In short, not having taken my own pet
national pint pot with me to this Fair, I was
very well satisfied with the measure of simple
enjoyment that it poured into the dull French-
Flemish country life. How dull that is, I had
an opportunity of considering when the Fair was
overwhen the tri-colored flags were withdrawn
from the windows of the houses on the Place
where the Fair was heldwhen the windows
were close shut, apparently until next Fair-
timewhen the Hôtel de Ville had cut off its
gas and put away its eaglewhen the two
paviours, whom I take to form the entire paving
population of the town, were ramming down the
stones which had been pulled up for the erection
of decorative poleswhen the jailer had slammed
his gate, and sulkily locked himself in with his
charges. But then, as I paced the ring which
marked the track of the departed hobby-horses on
the market-place, pondering in my mind how long
some hobby-horses do leave their tracks in
public ways, and how difficult they are to erase,
my eyes were greeted with a goodly sight. I
beheld four male personages thoughtfully pacing
the Place together, in the sunlight, evidently
not belonging to the town, and having upon
them a certain loose cosmopolitan air of not
belonging to any town. One was clad in a suit
of white canvas, another in a cap and blouse,
the third in an old military frock, the fourth in
a shapeless dress that looked as if it had
been made out of old umbrellas. All wore dust-
coloured shoes. My heart beat high; for, in
those four male personages, although complexionless
and eyebrowless, I beheld four subjects of
the Family P. Salcy.

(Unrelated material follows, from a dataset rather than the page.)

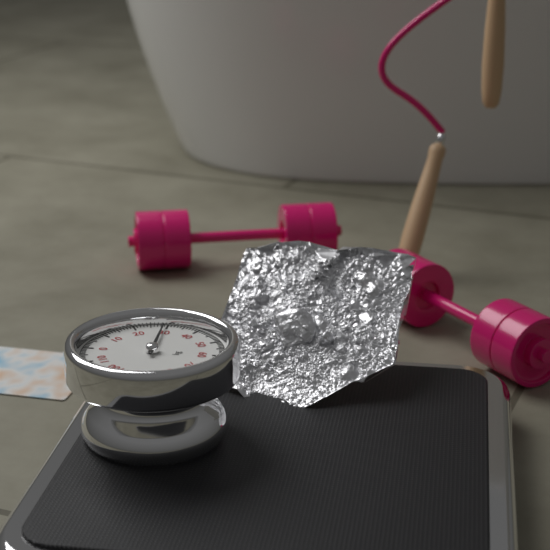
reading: 29 kg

Blue-bearded though they
were, and bereft of the youthful smoothness of
cheek which is imparted by what is termed in
Albion a  Whitechapel shave" (and which is,
in fact, whitening, judiciously applied to the
jaws with the palm of the hand), I recognised
them. As I stood admiring, there emerged from
the yard of a lowly Cabaret, the excellent Ma
Mère, Ma Mère, with the words, "The soup is
served;" words which so elated the subject in the
canvas suit, that when they all ran in to partake,
he went last, dancing with his hands stuck angularly
into the pockets of his canvas trousers, after
the Pierrot manner. Glancing down the Yard, the
last I saw of him was, that le looked in through
a window (at the soup, no doubt) on one leg.

Full of this pleasure, I shortly afterwards
departed from the town, little dreaming of an
addition to my good fortune. But more was in
reserve. I went by a train which was heavy
with third-class carriages, full of young fellows
(well guarded) who had drawn unlucky numbers
in the last conscription, and were on their way
to a famous French garrison town where much
of the raw military material is worked up into
soldiery. At the station they had been sitting
about, in their threadbare homespun blue
garments, with their poor little bundles under their,
arms, covered with dust and clay, and the various
soils of France; sad enough at heart, most of
them, but putting a good face upon it, and slapping
their breasts and singing choruses on the
smallest provocation; the gayer spirits shouldering
half loaves of black bread speared upon
their walking-sticks. As we went along, they
were audible at every station, chorusing wildly
out of tune, and feigning the highest hilarity.